Twisted wreckages, mounds that blocked the horizon, the beady eyes of circling Vultures above. And yet no doubt it extended even further still, beyond his sight. An endless, smoking battlefield.

Yet this alone was not what horrified him. It was not the moving shadows in the distance, the strangely pulsing masses. No. It was something far closer.

The whispers. Their constant presence had become something he was used to by now, filtering it subconsciously. But they had never stopped. Their unholy resentment still flooded his soul with strange power.

And now, they crescendoed, as if proclaiming to him all that they once were. All this destruction. All this death. Funneled into a single soul. For the first time, the Soldier looked down at his warped steel imprinted with his handprints and felt fear.

Fear of what he was becoming, changing into.

Or being changed into. The distinction is meaningless.

He felt the core of his Oath burning within him like a branded imprint, demanding to be acknowledged. It cleared away the deafening, spectral chatter like a solid beam of light chasing away the shadows. Like a ray of sunlight through a break in the clouds.

Like a spike of hatred clawing through the shackles of tranquility. And with that boiling hatred came a remembrance of purpose, renewing him with strength.

Monster? Mutant?

He laughed silently.

The high road was closed to me from the very beginning. If I become an abomination, then so be it. There is no power without a price, and there is no price they can exact that has not already been wrung from my gaunt body.

And so he finally tore his eyes away from the hellish landscape onto the source of the noise in front of him. A shambling monstrosity, it was at least ten feet tall, almost at eye level with him standing atop the obsidian wreckage.

Draped in billowing cloth, its form was indistinct, flashed of moving parts and flowing hydraulics visible in brief instances. Its head was exposed to the elements: a silver hexagonal prism glinting in the brief flashes of illuminating lightning.

Most conspicuous were the massive chains. Wrapped around the monstrosity's torso, they trailed behind it attached to a steel cube almost the same size as the abomination itself. With each arduous step forwards, the cube groaned as it dragged on the floor.

It seemed not to have noticed the soldier, who had been standing there in a daze for sometime before focusing on it. Yet, as though that flicker of intent was somehow tangible, as soon as he did focus, it halted.

It...noticed me?!

The soldier froze in shock, legs slightly bent and spectral muscles tensed. For a few split seconds, there was silence. No-one moved, as if the very world held its breath.

In that darkness, both creatures were still. The soul of the Nameless Soldier a miniscule figure looking down on the abomination from above. Then, with a flash of fractal lightning that illuminated the two beings for an instant, they both burst into motion.

The shambling abomination moved with startling agility, swinging a limb hidden by its billowing cloak. Perhaps any other would have died instantly, not even knowing how. But the spectral vision of the soldier pierced through the darkness like a knife through butter.

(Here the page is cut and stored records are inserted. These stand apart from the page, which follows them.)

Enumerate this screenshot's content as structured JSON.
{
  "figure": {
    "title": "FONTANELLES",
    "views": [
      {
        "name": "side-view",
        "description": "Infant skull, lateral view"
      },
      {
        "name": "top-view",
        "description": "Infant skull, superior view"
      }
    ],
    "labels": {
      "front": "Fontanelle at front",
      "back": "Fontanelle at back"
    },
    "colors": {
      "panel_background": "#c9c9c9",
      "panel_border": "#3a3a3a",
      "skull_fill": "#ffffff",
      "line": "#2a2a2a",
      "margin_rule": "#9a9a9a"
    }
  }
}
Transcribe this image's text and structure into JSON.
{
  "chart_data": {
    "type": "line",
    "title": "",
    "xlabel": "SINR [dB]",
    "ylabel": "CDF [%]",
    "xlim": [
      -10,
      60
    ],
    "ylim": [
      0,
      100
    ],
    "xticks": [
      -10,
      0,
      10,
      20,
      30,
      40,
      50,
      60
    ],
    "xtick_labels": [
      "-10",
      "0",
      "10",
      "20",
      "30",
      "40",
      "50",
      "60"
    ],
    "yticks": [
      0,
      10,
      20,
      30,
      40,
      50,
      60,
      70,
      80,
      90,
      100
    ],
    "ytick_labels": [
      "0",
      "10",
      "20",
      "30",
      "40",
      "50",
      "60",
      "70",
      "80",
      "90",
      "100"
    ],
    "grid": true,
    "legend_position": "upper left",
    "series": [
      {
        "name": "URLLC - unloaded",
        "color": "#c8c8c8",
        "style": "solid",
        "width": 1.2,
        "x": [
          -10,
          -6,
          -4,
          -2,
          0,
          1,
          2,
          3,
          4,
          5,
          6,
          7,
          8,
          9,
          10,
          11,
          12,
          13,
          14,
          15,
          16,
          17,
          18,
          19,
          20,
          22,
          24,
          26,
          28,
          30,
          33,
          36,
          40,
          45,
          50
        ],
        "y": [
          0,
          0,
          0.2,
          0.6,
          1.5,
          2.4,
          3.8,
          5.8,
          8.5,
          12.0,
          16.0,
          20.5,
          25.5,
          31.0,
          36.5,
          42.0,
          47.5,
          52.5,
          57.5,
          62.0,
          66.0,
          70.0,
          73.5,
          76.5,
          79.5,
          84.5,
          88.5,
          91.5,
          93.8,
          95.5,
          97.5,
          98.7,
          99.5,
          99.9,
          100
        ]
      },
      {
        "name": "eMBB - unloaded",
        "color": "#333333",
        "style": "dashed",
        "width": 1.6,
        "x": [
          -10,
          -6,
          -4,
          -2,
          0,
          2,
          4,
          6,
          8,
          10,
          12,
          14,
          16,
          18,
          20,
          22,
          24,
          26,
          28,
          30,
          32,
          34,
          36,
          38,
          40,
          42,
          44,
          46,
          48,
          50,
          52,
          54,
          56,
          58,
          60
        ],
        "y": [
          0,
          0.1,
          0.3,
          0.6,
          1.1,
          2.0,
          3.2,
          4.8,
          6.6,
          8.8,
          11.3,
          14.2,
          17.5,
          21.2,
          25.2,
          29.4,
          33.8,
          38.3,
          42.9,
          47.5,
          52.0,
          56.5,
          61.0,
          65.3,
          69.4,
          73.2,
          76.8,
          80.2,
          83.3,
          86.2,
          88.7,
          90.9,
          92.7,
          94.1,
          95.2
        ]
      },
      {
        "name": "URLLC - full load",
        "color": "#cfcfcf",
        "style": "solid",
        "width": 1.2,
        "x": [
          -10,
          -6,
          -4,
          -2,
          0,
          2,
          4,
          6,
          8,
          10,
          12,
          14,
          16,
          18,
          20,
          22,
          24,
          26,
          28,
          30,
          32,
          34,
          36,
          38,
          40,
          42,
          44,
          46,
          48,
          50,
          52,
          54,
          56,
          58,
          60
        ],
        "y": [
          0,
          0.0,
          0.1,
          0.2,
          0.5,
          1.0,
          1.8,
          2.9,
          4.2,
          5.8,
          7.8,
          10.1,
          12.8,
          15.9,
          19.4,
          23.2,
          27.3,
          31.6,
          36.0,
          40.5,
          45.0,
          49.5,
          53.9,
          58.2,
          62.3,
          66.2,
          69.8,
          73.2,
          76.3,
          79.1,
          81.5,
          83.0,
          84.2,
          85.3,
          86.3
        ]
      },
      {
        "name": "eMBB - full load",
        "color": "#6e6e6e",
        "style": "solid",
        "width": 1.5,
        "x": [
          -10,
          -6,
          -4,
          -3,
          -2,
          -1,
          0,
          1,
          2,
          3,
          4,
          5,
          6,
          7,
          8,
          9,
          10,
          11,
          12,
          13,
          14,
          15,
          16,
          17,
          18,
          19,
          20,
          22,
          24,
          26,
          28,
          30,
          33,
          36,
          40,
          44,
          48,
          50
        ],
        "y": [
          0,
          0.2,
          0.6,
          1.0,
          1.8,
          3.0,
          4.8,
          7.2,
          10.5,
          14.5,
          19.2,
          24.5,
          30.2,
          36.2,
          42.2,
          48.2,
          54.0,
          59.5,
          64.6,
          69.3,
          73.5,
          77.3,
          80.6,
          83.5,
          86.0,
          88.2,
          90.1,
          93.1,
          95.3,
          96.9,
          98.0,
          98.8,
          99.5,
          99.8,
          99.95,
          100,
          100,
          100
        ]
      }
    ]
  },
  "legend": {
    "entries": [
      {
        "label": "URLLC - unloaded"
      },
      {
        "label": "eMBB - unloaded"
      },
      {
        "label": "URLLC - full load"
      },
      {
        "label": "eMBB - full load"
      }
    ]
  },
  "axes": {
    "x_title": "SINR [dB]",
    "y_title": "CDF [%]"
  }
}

He dropped to his stomach as a massive stretch of chain whipped across the air where his head just was. The whip cracked with a thunderous boom leaving an almost visible wake in its path and wrapped back around, disappearing into the folds of the abominations cloak.

The abomination paused for a split second, not feeling the fleshy resistance it no doubt expected.

But that split second was enough.

Too slow.

For the Soul of the Nameless Soldier moved at the speed of thought.